Two ladies were of the company, one of whom, in advanced age, was evidently the Empress Livia, but for whose influence and management Germanicus—certainly not her ungrateful son Tiberius—would have been the next master of the world. The other lady, who was past her prime, had still abundant vestiges of a beauty which must once have been very remarkable.
She was painted red and plastered white, with immense care, to look some fifteen years younger than she truly was.
Her countenance betrayed to a good physiognomist, at first glance, the horrible life she had led. Paulus, whose experience was little, and, although she fastened upon him a flaming glance, which she intended to be full both of condescension and fascination, thought that he had seldom seen a woman either more repulsive or more insanely haughty.
It was Julia, the new and abhorred wife of Tiberius. Not long before, at the request of Augustus, who was always planning to dispose of Julia, Tiberius had given up for her the only woman he ever loved, Agrippina Marcella.
Tiberius so loved her, if it deserves to be termed love, that when, being thus deserted, she took another husband, (Asinius Gallus,) he, mad with jealousy, threw him into a dungeon and kept him there till he died, as Suetonius and Tacitus record.
"Ah my Athenian!" said the emperor to Dionysius, placing a hand affectionately on the youth's shoulder, "could you satisfy me that those splendid theories of yours are more than dreams and fancies; that really there is one eternal, all-wise, and omnipotent spirit, who made this universal frame of things, and governs it as an absolute monarch; that he made us; that in us he made a spirit, a soul, a ghost, a thinking principle, which will never die; and that I, who am going down to the tomb, am only to change my mode of existence; that I shall not wholly descend thither; that an urn will not contain every thing which will remain of me; and all this in a very different sense from that which poor Horace meant. But why speak of it? Has not Plato failed?"

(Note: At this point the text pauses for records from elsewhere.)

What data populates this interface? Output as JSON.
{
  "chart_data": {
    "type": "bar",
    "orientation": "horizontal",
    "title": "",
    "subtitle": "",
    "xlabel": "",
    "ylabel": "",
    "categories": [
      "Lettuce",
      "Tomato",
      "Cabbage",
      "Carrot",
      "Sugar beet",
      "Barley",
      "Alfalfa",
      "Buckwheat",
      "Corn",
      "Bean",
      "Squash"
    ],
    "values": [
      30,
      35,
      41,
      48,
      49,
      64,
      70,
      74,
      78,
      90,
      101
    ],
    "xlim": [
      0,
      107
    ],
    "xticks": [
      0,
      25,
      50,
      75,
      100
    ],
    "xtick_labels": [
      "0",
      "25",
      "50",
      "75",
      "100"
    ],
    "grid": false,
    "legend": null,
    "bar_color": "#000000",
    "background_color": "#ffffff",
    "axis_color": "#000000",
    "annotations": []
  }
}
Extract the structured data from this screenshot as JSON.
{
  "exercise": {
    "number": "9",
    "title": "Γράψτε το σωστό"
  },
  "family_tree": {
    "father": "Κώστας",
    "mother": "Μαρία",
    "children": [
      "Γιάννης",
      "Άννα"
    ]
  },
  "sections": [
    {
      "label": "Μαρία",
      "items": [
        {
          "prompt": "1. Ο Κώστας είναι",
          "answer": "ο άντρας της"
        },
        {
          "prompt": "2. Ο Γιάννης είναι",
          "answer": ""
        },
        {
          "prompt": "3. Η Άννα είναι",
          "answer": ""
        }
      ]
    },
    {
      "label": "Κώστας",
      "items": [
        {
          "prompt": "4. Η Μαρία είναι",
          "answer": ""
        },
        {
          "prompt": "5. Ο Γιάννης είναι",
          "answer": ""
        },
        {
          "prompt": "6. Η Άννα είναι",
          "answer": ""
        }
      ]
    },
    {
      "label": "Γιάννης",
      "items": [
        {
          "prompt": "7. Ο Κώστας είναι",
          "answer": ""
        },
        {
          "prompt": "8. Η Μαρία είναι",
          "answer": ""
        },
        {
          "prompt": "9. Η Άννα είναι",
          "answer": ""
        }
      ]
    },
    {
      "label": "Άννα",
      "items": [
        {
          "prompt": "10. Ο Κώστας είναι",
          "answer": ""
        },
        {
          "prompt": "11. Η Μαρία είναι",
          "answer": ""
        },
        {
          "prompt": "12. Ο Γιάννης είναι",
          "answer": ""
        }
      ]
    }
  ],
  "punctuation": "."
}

"Plato," replied Dionysius, "neither quite failed nor is quite understood, illustrious emperor. But you were saying, if I could satisfy you. Be pleased to finish. Grant I could satisfy you; what then?"
"Satisfy me that one eternal sovereign of the universe lives, and that what now thinks in me," returned the emperor, while the courtly group made a circle, "will never cease to think; that what is now conscious within me will be conscious for ever; that now, in more than a mere poetical allusion to my fame—and on the word of Augustus Cæsar, there is no reasonable request within the entire reach and compass of my power which I will refuse you."
"And what sort of a hearing, emperor," inquired Dion, "and under what circumstances, and upon what conditions, will you be pleased to give me? and when? and where?"
"In this palace, before the games end," replied Augustus. "The hearing shall form an evening's entertainment for our whole circle and attendance. You shall sustain your doctrines, while our celebrated advocates and orators, Antistius Labio and Domitius Afer, who disagree with them, I know, shall oppose you. Let me see. The Cæsars, Tiberius and Germanicus, with their ladies, and our host Mamurra and his family, and all our circle, shall be present. Titus Livy, Lucius Varius, Velleius Paterculus, and the greatest orator Rome ever produced, except Cicero" (the old man 'mentioned with watery eyes the incomparable genius to whose murder he had consented in his youth)—"I mean Quintus Haterius—shall form a judicial jury. Haterius shall pronounce the sentence. Dare you face such an ordeal?"